Your Next Steps For Better Customer Experience: Confirmit Manager

Your Next Steps For Better Customer Experience: Confirmit Manager

Do you really need a total business reorganisation or just a change of the on-hold music? In this opinion piece, Confirmit Australia country manager Chris Breslin explores how you can crank your customer experience up a few notches.

Sometimes it is the simple things in life that can make the most difference and so it is with getting the best out of your Voice of the Customer programme.

As a customer experience professional, you have to ensure you can deliver insight from your programme that will have a real impact on your organisation’s business, generating the best ROI possible. But making adjustments to improve the outcomes you get does not always mean big, dramatic changes to your entire set up.

Do you really need to re-define key business processes, creating a bottom-up re-shuffling of your teams? Or would smaller, tactical changes have more impact on your employees and customers on a daily basis?

Often, those simpler, more carefully targeted changes can also ensure the resulting payoff in CX is owned by everyone in the organisation and not just a designated group.

To put it into context, the huge range of actions that can directly impact on the customer experience can be likened to that old classic; rocks, pebbles and sand.

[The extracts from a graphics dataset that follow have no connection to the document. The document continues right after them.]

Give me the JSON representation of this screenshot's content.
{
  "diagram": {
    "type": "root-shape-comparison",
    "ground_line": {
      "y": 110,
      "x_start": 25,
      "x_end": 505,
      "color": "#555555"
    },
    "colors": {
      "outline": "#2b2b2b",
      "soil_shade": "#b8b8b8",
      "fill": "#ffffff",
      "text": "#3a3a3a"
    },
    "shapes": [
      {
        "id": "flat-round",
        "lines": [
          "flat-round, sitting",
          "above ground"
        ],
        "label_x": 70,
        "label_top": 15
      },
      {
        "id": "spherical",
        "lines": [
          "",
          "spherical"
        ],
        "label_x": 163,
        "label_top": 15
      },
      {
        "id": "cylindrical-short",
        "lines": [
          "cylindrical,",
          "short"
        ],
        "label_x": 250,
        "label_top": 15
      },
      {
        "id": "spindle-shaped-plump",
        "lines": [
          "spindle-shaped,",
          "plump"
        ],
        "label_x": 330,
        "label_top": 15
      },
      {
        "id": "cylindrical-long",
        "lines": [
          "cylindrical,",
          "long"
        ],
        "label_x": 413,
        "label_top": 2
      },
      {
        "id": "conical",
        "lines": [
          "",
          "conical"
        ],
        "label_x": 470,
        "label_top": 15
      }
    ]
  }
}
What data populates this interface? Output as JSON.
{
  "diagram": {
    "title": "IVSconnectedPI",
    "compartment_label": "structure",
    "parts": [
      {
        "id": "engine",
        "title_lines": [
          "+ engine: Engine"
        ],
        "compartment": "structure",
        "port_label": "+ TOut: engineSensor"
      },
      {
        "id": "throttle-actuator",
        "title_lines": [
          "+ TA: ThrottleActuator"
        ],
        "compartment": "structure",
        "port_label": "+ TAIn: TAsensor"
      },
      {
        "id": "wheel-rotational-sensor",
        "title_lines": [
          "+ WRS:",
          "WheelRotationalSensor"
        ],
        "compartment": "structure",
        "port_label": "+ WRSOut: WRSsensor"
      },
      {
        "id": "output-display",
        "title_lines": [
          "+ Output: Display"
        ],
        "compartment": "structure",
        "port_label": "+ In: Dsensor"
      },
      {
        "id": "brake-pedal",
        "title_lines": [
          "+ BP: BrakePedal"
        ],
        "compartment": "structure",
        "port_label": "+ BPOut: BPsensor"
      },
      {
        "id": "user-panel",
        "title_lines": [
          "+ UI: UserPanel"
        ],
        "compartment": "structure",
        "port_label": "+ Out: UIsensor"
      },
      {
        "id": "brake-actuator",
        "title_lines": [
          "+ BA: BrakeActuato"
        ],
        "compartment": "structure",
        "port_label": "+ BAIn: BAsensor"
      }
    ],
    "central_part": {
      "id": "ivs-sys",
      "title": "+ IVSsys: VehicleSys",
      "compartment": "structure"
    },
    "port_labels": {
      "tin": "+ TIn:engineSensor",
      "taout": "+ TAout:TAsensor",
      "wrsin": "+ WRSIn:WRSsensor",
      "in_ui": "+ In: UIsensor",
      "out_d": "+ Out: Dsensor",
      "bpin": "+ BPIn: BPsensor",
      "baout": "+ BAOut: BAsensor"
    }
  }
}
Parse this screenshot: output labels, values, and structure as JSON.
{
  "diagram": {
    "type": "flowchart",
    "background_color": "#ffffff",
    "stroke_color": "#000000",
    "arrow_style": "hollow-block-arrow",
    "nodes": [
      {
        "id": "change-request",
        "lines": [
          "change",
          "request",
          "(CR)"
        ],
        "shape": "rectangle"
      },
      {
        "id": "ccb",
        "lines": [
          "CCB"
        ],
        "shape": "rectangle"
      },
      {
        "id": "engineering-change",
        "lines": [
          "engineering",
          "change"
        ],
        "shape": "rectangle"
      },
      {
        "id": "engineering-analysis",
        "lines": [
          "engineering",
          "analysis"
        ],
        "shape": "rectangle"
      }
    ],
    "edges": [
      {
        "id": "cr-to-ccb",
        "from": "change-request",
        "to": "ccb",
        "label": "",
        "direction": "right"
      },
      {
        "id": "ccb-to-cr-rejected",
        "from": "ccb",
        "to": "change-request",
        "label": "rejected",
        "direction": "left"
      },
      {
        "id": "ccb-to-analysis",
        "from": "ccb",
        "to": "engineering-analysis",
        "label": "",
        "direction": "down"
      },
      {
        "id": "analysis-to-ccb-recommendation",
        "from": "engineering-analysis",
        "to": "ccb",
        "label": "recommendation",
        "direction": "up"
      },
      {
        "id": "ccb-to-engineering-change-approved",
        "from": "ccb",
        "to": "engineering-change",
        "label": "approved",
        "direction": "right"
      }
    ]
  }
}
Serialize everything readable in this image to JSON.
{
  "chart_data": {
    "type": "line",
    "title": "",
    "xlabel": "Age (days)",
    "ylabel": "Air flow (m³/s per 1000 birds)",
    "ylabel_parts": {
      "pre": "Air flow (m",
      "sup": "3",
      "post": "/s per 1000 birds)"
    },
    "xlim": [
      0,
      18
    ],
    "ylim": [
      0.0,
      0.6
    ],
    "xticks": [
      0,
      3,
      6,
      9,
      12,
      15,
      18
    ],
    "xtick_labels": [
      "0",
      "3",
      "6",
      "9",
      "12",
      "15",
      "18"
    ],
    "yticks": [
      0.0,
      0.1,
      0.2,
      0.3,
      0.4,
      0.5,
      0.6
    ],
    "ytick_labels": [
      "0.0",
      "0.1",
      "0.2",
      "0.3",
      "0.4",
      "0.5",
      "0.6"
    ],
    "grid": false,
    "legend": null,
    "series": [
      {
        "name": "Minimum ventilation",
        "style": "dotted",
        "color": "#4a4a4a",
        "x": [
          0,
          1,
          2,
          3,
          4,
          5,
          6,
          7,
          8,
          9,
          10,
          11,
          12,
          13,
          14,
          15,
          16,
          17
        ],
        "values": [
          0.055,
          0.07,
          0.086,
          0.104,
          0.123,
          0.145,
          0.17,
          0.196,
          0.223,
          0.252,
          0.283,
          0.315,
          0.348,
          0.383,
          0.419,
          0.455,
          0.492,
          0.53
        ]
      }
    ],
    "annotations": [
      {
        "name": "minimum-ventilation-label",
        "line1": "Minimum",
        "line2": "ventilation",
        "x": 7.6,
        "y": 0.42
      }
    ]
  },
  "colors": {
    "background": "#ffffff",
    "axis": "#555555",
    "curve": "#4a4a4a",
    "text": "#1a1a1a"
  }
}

  • Rocks: The big changes – processes that can take months, possibly years to implement, that will eventually have a massive impact on the business such as a new billing system, or a total restructure of the organisation.
  • Pebbles: The smaller initiatives, managed within a team, that bring together, for example, sales and marketing departments to drive improvements in a particular touchpoint or engagement. These are elements that drive the sense of community around your Voice of the Customer programme.
  • Sand: This is about the behaviour of individuals. Small changes that may not seem like much in themselves but which directly impact customers and which build to generate sustained improvement. For example, in the call centre, what changes to an agent’s approach to a customer query or complaint might have an impact?

This approach is useful because it enables employees across your organisation to understand that the customer experience is NOT ‘Somebody Else’s Problem’.

Demonstrating how small changes have a real impact encourages staff at every level to take accountability for their actions and to make changes at their level of influence.

With the rocks – those big organisation-wide changes – taking so long to implement it is important to take a multi-layered approach. Their impact may be huge and enormously beneficial but you also have to look at what can be done immediately.

If your Voice of the Customer programme is telling you a new IT system will deliver ROI and impact the customer experience – go for it! In 18 months’ time, you’ll be able to reap the rewards of your new system.

In the meantime, while your CIO is beavering away on that, the rest of your employees can all play their part too. The role of clear and timely data is critical here. To enable change – even at the pebbles and sand level – you need feedback and robust insights that help you make the right decisions about what changes to implement.

To achieve this you need to capture customer feedback at all the key stages in the customer journey, bringing them together to provide a coherent view of the overall customer experience.

Bringing all your data together will begin to reveal the common threads that underpin multiple experiences – and that’s how you find your pebbles. Where a single approach or process affects several stages of the customer journey, then changing that single element will have a multiplied effect.

Often, different teams are unaware of the wider role that a process plays so by bringing these teams together you can create cross-functional teams to build a more effective approach.

It’s a similar process with the “sand” elements. At this level, you are asking people to change their behaviour, which isn’t always a comfortable thing for them to do.

So ensure you are using data to provide a rationale for the change and remember that you are not dictating specific change. Rather, you are empowering employees to make decisions about their behaviour so they can impact the customer experience at their level of influence.

Knowing they are trusted to make such decisions can provide a huge boost to employees who, even on the front line, don’t always fully appreciate the impact they have on the customer experience. Insight, again, plays a huge role here.

Empowering employees to make changes to the actions they take is one thing, but you need to provide robust and timely feedback on the impact that change had. If it was successful, ensure they know about it and recognise them for making a positive impact and, of course, share what you have learned so you can replicate the change elsewhere.

However, when something hasn’t worked well, use data to explain why it didn’t work and search for new approaches that might be more successful.

Small changes might not seem like a huge thing but, particularly with the huge role of word of mouth via social media, even a small change can have a big impact on your reputation – and bottom line. And who knows, by the time you have worked through all that sand the new IT system might be ready!